RCN Foundation has announced a £30,000 fund to investigate the impact learning disability nurses have on patient outcomes and health inequalities
A young woman with learning disabilities interacting with a healthcare professional while holding a jar of multicoloured straws

RCN Foundation has announced a £30,000 fund to investigate the impact learning disability nurses have on patient outcomes and health inequalities

A young woman with learning disabilities interacting with a healthcare professional while holding a jar of multicoloured straws
Picture: iStock

A charity has announced a £30,000 fund for a research study into the affect that learning disability nurses have on patient outcomes, premature deaths and health inequalities.

12-month study will investigate the impact of the learning disability specialism

The RCN Foundation is calling on individuals and organisations to apply to undertake the study in 2023-24 that will further explore how nurses improve the health and well-being of children, adults and older people with learning disabilities.

Successful candidates will work with trustees and staff at the RCN Foundation over a 12-month period.

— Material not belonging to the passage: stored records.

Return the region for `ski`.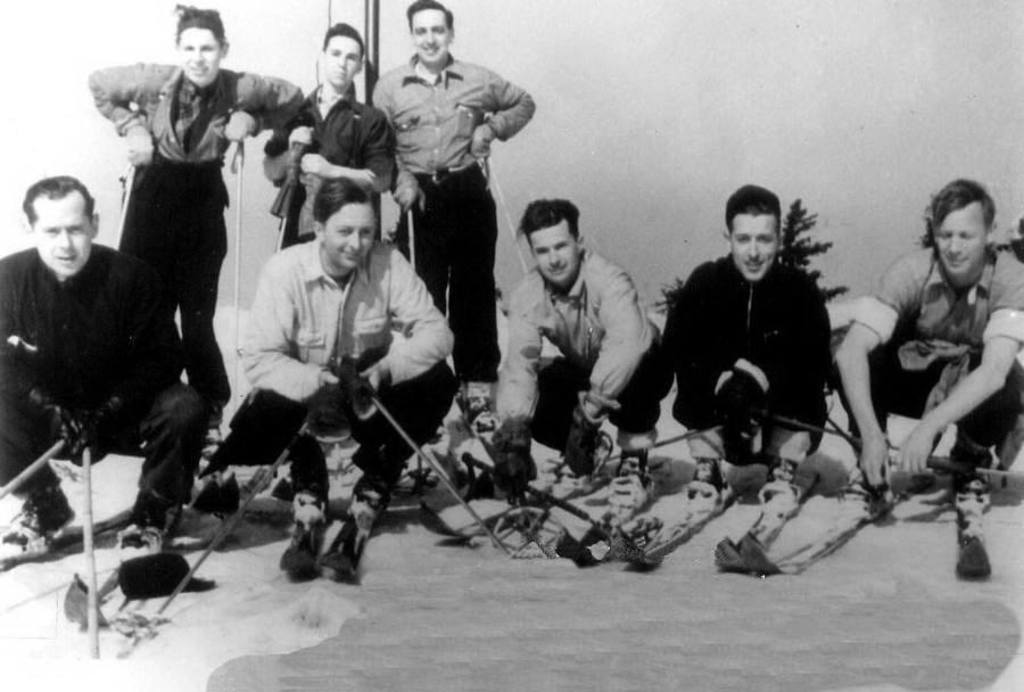
(546,476,660,570).
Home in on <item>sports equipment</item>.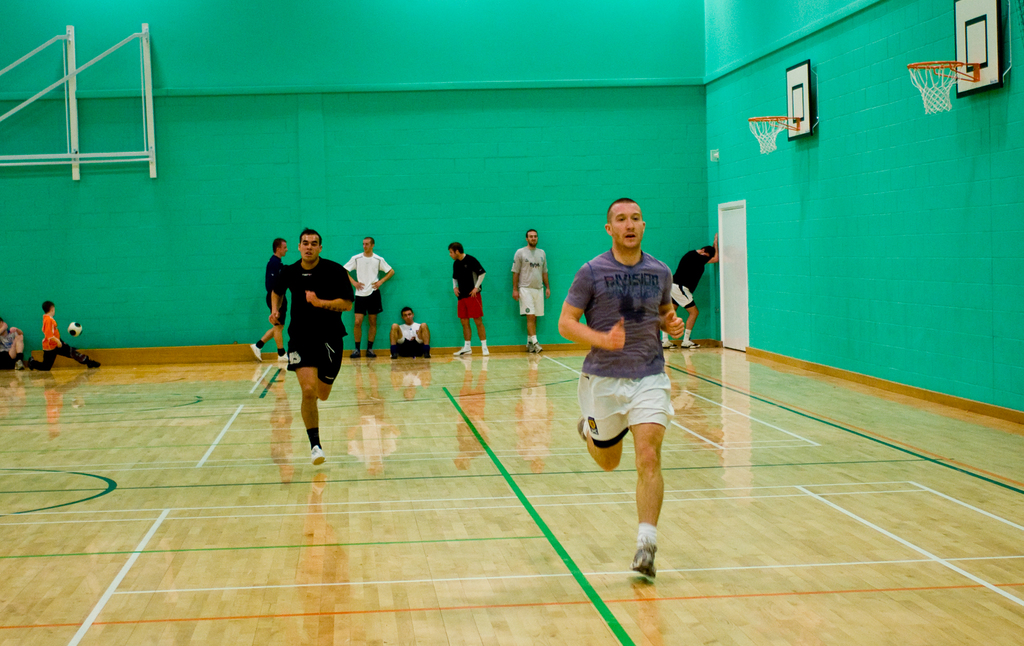
Homed in at select_region(623, 531, 662, 586).
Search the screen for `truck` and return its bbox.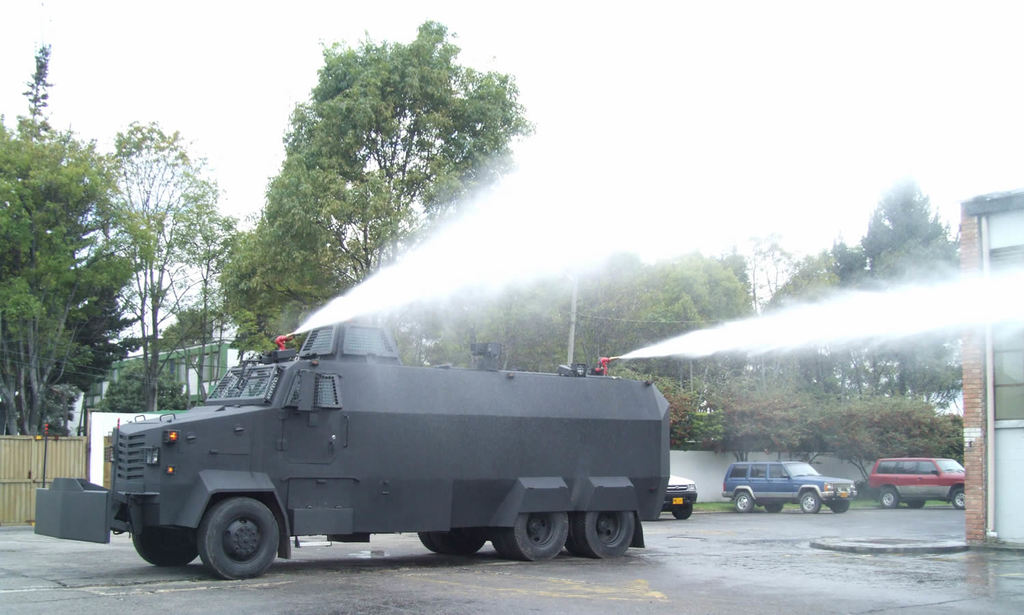
Found: 78/319/685/586.
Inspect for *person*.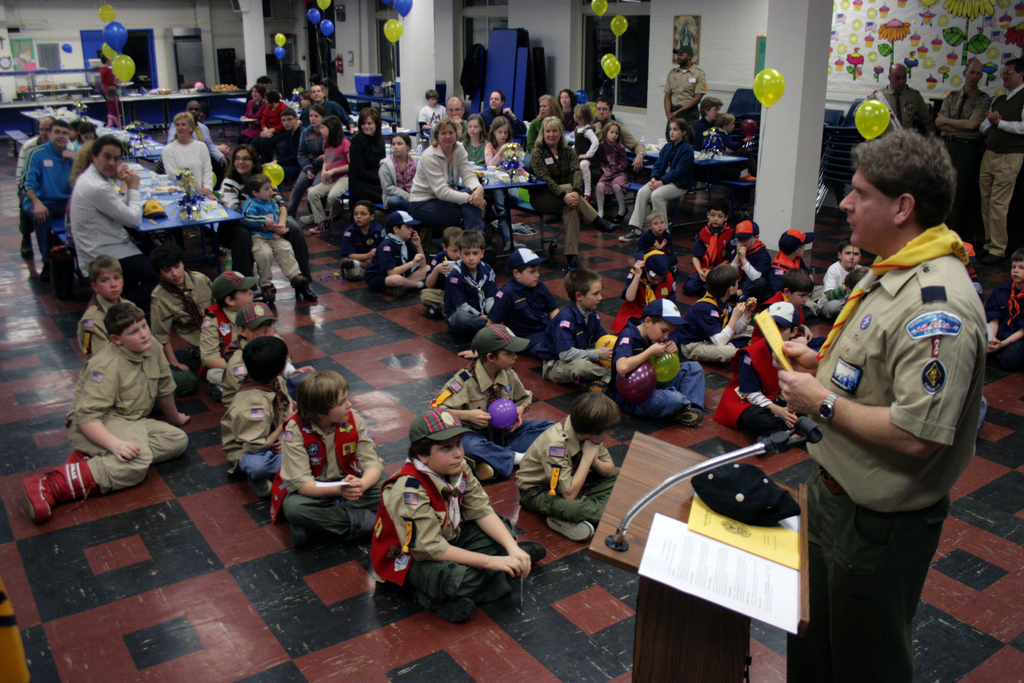
Inspection: pyautogui.locateOnScreen(424, 334, 543, 477).
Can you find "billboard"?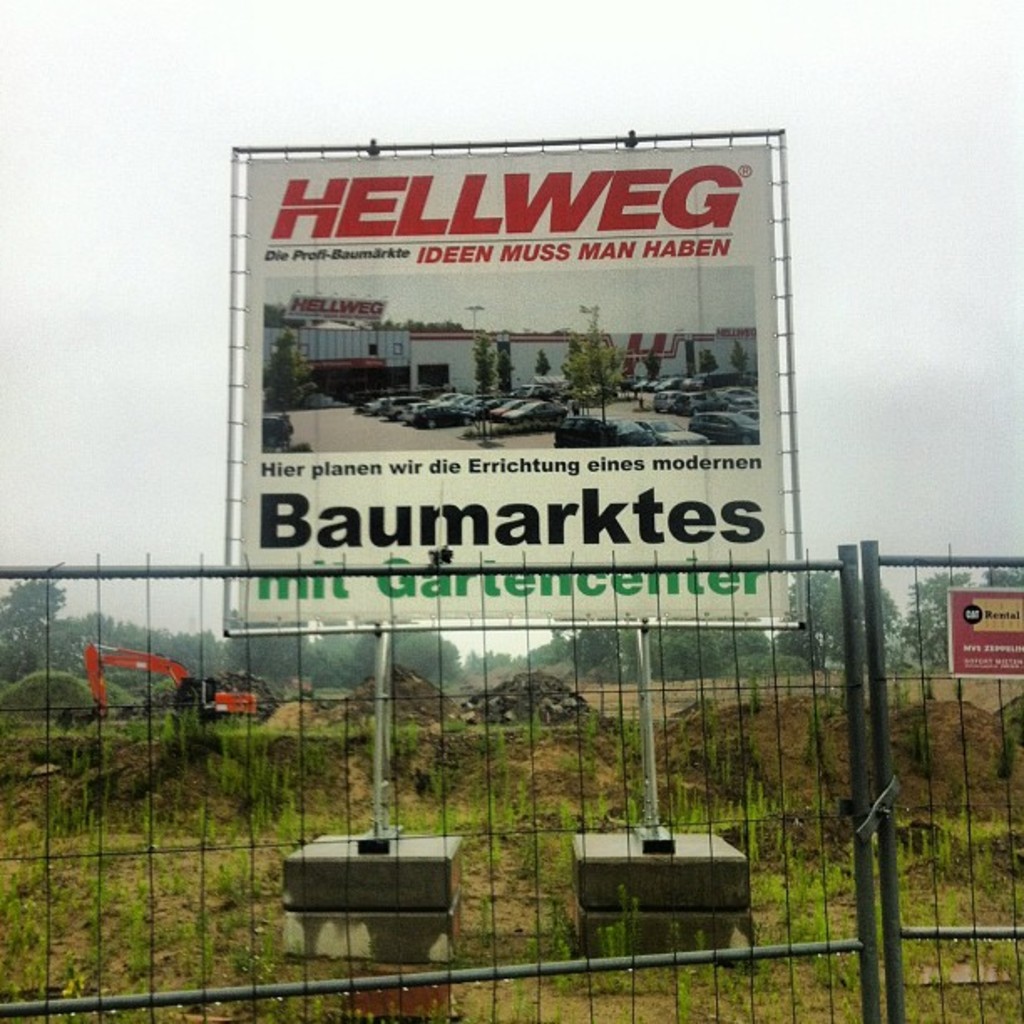
Yes, bounding box: select_region(226, 141, 791, 622).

RCN Foundation director Deepa Korea said: ‘Recognising the importance of learning disability nursing and its contributions to healthcare in the UK is crucial, even more so when so little is known and when attrition rates from this field of nursing are at an all-time high.

‘Funding research that explores the impact of learning disability nursing, I hope, will ultimately reduce health inequality and enhance health-related quality of life outcomes for those with lived experience of a learning disability.’

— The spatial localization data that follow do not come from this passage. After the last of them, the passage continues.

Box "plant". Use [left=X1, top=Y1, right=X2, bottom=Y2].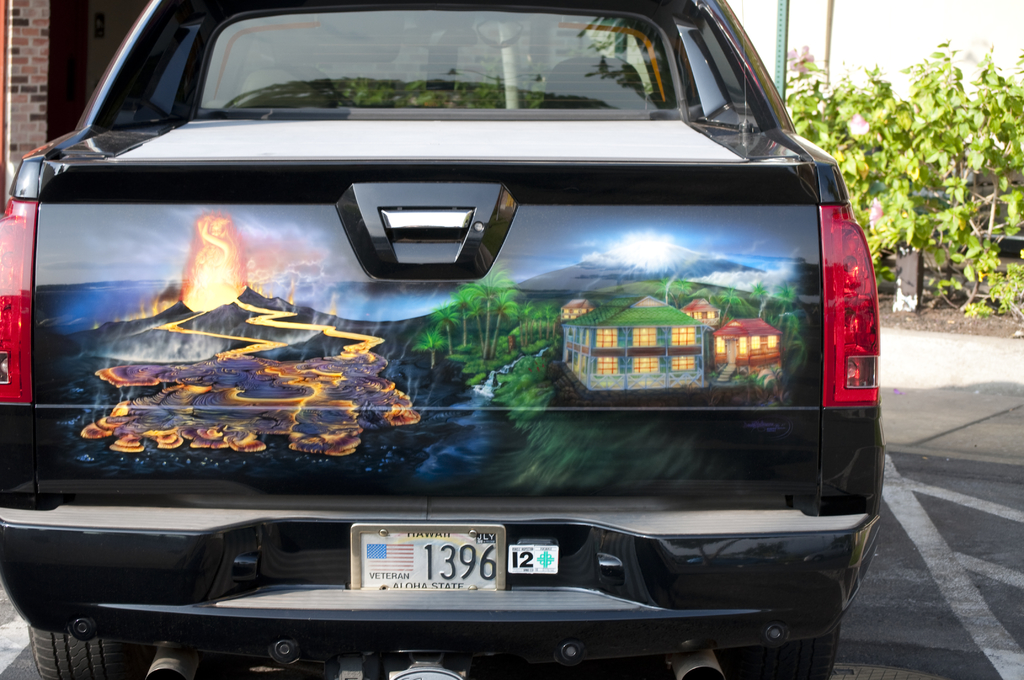
[left=779, top=36, right=1023, bottom=311].
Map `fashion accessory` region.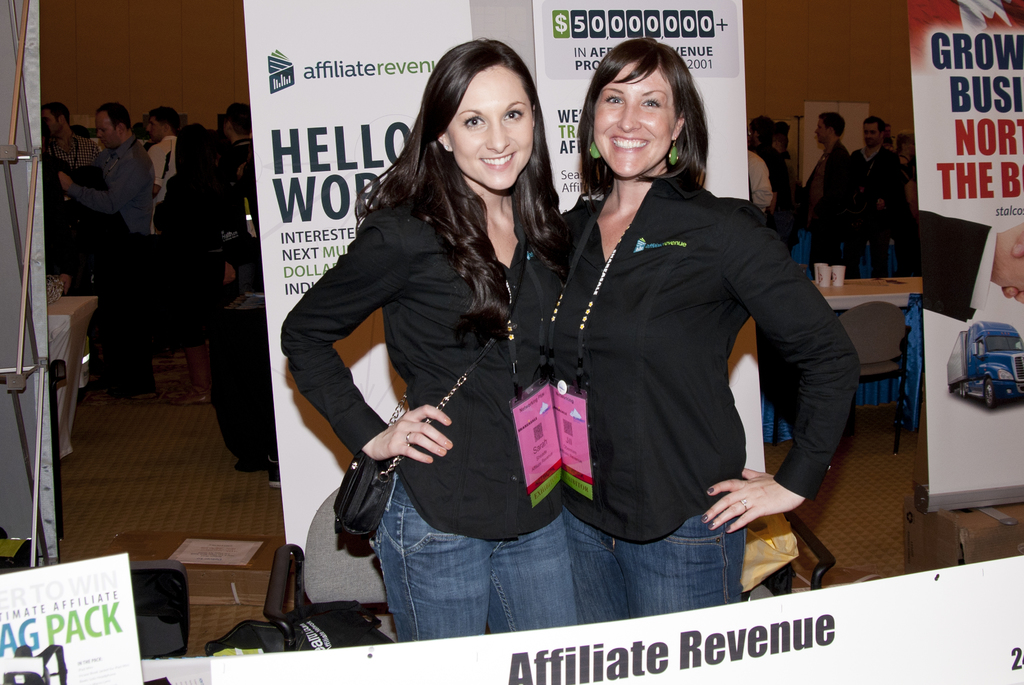
Mapped to [502, 239, 563, 510].
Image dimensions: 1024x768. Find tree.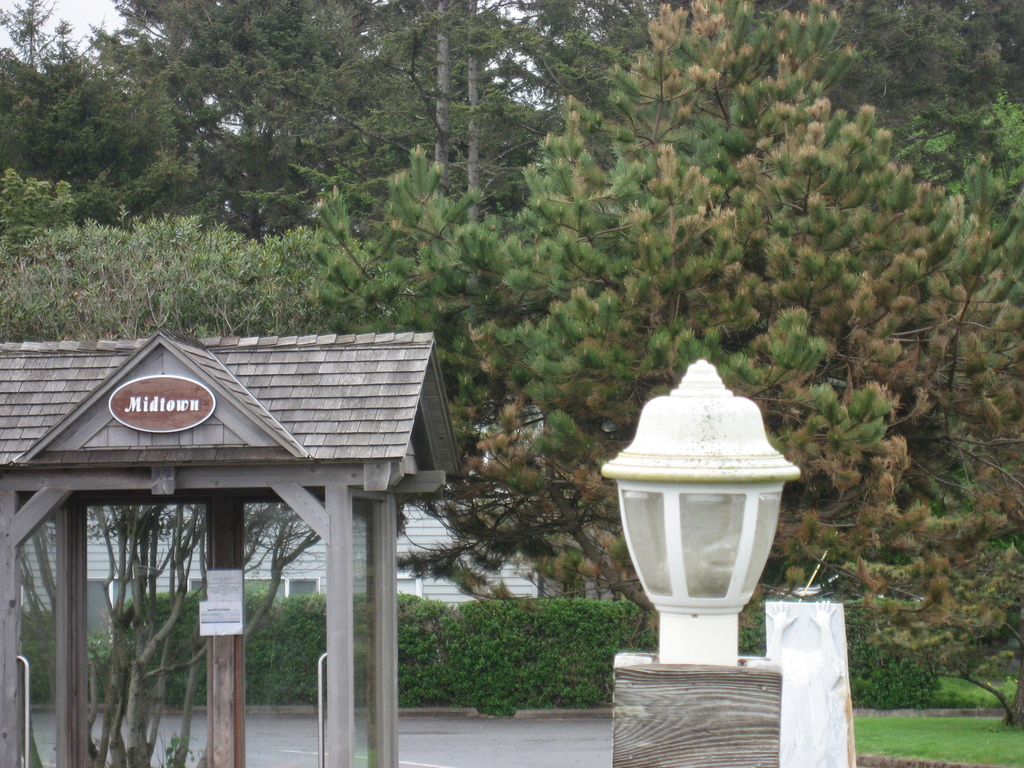
(left=514, top=1, right=1023, bottom=227).
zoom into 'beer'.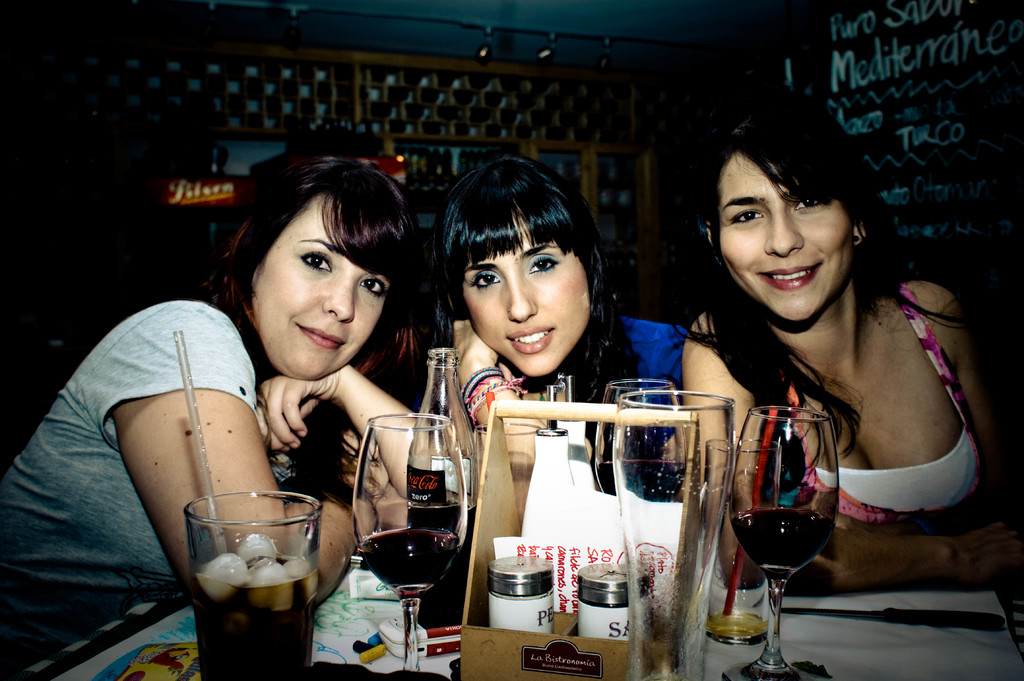
Zoom target: Rect(184, 479, 322, 680).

In 2019, the RCN Foundation funded a scoping review by the University of West London into understanding the impact that learning disability nurses can have on health inequalities and outcomes. It is hoped the new study will build on that work.

The lived experience of people with a learning disability will be central to the research

The funding announcement comes as the government announced a pledge to increase the number of learning disability training places by 46% by 2028-29 to 1,000 university places per year.

The charity say that the results of the research will be used to raise awareness of the importance of the role of nurses and to provide guidance to the workforce on how to explain the impact they have on this aspect of care.

It added that the lived experience of individuals with a learning disability should be ‘central to the research’ and applications from all four countries of the UK will be considered.

Applications are now open and close on Monday 13 November 2023 at 5pm.